Electricity here works (or doesn’t, depending on the luck of the day) in a funny way. To begin with, the wires. Wires here aren’t disciplined in any way. They grow wild on the utility poles. When one breaks, it isn’t replaced by a new one: the new one will be put next to it, over it, twisted around it. So where you had one wire now you have to. Then imagine that this has been done over and over because wires break pretty easily: the result is in certain areas of Delhi (on top of all, Chawri Bazaar), you will easily confuse an electricity pole covered with wires with a knotty tree. As a tree it would have roots in the ground; as a tree it would get thicker and thicker with time; as a tree it would have branchs which are the old broken cables. These being a reason or another, it is pretty common to hear, when it rains, the sound of a frying electric cable.
That is the sound of black out. Black-outs have a frequency that varies according to the part of town you live in. In certain areas they are a daily routine, in others they only occur in two specific occasions: storms, which is when you need your lights on to see, and the highest peak of heat, when you depend on air conditioning to survive. That is when you have to pray the god of power supply, and he eventually will do he miracle send electricity back in less than an hour. Rare miracle, that one.
I think the oddness of electric power here can well be symbolized by the local plugs. They are a weird combination of a European socket plus the one that is fit to Indian devices. Each plug has a switch next to it to turn it on: safety first, of course. I have not seen many electric devices with the right plug for the socket, but if you have an European instrument you can sure make it work: you just need to insert a pencil in the grounding hole to allow the plug to enter the hole, ignore the little sparkles you see (that sparkle must be what the switch is really for) and hope for the best.
There are mysterious reasons why sometimes the plugs don’t work with certain things. Most of times, thanks god (of electrical power), they do.
It’s just like India itself: nothing fits quite right, nothing is perfect; but it works, most of times, just fine.
And after a month of happily consuming the electrical resource of the country, you have to pay. The place you go to pay is called ESBS, and it has a few local office, which stick with the whole electric power style very well.
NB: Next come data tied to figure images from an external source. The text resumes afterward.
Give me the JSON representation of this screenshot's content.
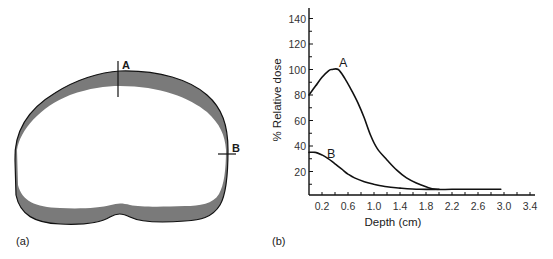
{
  "panel_a": {
    "label": "(a)",
    "markers": [
      {
        "id": "A",
        "label": "A",
        "orientation": "vertical"
      },
      {
        "id": "B",
        "label": "B",
        "orientation": "horizontal"
      }
    ],
    "colors": {
      "band": "#7a7a7a",
      "outline": "#111111"
    }
  },
  "panel_b": {
    "label": "(b)"
  },
  "chart_data": {
    "type": "line",
    "title": "",
    "xlabel": "Depth (cm)",
    "ylabel": "% Relative dose",
    "xlim": [
      0,
      3.4
    ],
    "ylim": [
      0,
      150
    ],
    "x_ticks": [
      0.2,
      0.6,
      1.0,
      1.4,
      1.8,
      2.2,
      2.6,
      3.0,
      3.4
    ],
    "x_tick_labels": [
      "0.2",
      "0.6",
      "1.0",
      "1.4",
      "1.8",
      "2.2",
      "2.6",
      "3.0",
      "3.4"
    ],
    "x_minor_step": 0.2,
    "y_ticks": [
      20,
      40,
      60,
      80,
      100,
      120,
      140
    ],
    "y_tick_labels": [
      "20",
      "40",
      "60",
      "80",
      "100",
      "120",
      "140"
    ],
    "y_minor_step": 10,
    "grid": false,
    "legend": "none",
    "series": [
      {
        "name": "A",
        "label": "A",
        "x": [
          0.0,
          0.1,
          0.2,
          0.3,
          0.35,
          0.45,
          0.55,
          0.65,
          0.75,
          0.85,
          0.95,
          1.05,
          1.2,
          1.35,
          1.5,
          1.65,
          1.8,
          1.95,
          2.2,
          2.6,
          2.95
        ],
        "y": [
          80,
          87,
          94,
          99,
          100,
          100,
          93,
          84,
          74,
          62,
          48,
          38,
          29,
          21,
          15,
          11,
          8,
          6,
          6,
          6,
          6
        ]
      },
      {
        "name": "B",
        "label": "B",
        "x": [
          0.0,
          0.1,
          0.2,
          0.3,
          0.4,
          0.5,
          0.6,
          0.7,
          0.85,
          1.0,
          1.2,
          1.4,
          1.7,
          2.0
        ],
        "y": [
          35,
          35,
          33,
          30,
          26,
          22,
          18,
          15,
          12,
          10,
          8,
          7,
          6,
          6
        ]
      }
    ]
  }
}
A guard lets you in, asking you in English what are you there for, but of course not knowing enough of the language to really understand you answer. The office is one big room with four different counters: the small one at the entrance, with an old lady in saari counting money; the big counter on the left of the room, with a couple of computer and little temple for the gods; the one in front of it, a desk hosting two employees and big old folders full of papers; and finally, in the right part of the room the only one that looks like ticket window, with three men working behind it and glass in front. There’s some thirty people in the office, most of them simply hanging out. So you get to the one that looks like a payment counter and stay in line, for there’s a few person before you. But then of course they have nothing to do there, they’re just talking to the cashier, so it gets to be your turn and you ask the employee if he speaks English. Yes madam, he replies, and you explain him what you have to do. At the ends he points to the old lady counting money to tell you have to go there: he doesn’t speak English. The woman doesn’t either, but she calls someone that comes to the small desk in front of her, so you get there and finally, as he understands what you need to do, he sends you to the last counter, the big and crowded one with the altar and the computers. As you arrive the conversation stops and everyone - employees, customers or supposed to be so - stares at you, both because you are a girl and blond (everyone else in the office, aside from the old lady, is male) and because they are not doing anything anyways. You show your bill - again - to the employee and finally he says yes, you can pay.
You discover they don’t accept credit card, you must pay in cash. Also, you can’t pay just the bill you got, for which you would have cash, you must pay whatever electricity you have consumed until today, even though the new bill isn’t closed yet. If you like, you can even pay more than that and leave some deposit for the next month. But if you don’t have enough cash for that and you must come back another day, for it’s already four and the office will close.
No worries, the employee says with a smile, you still have a few days before they cut the power in your house. That is the one thing they are pretty efficient in doing.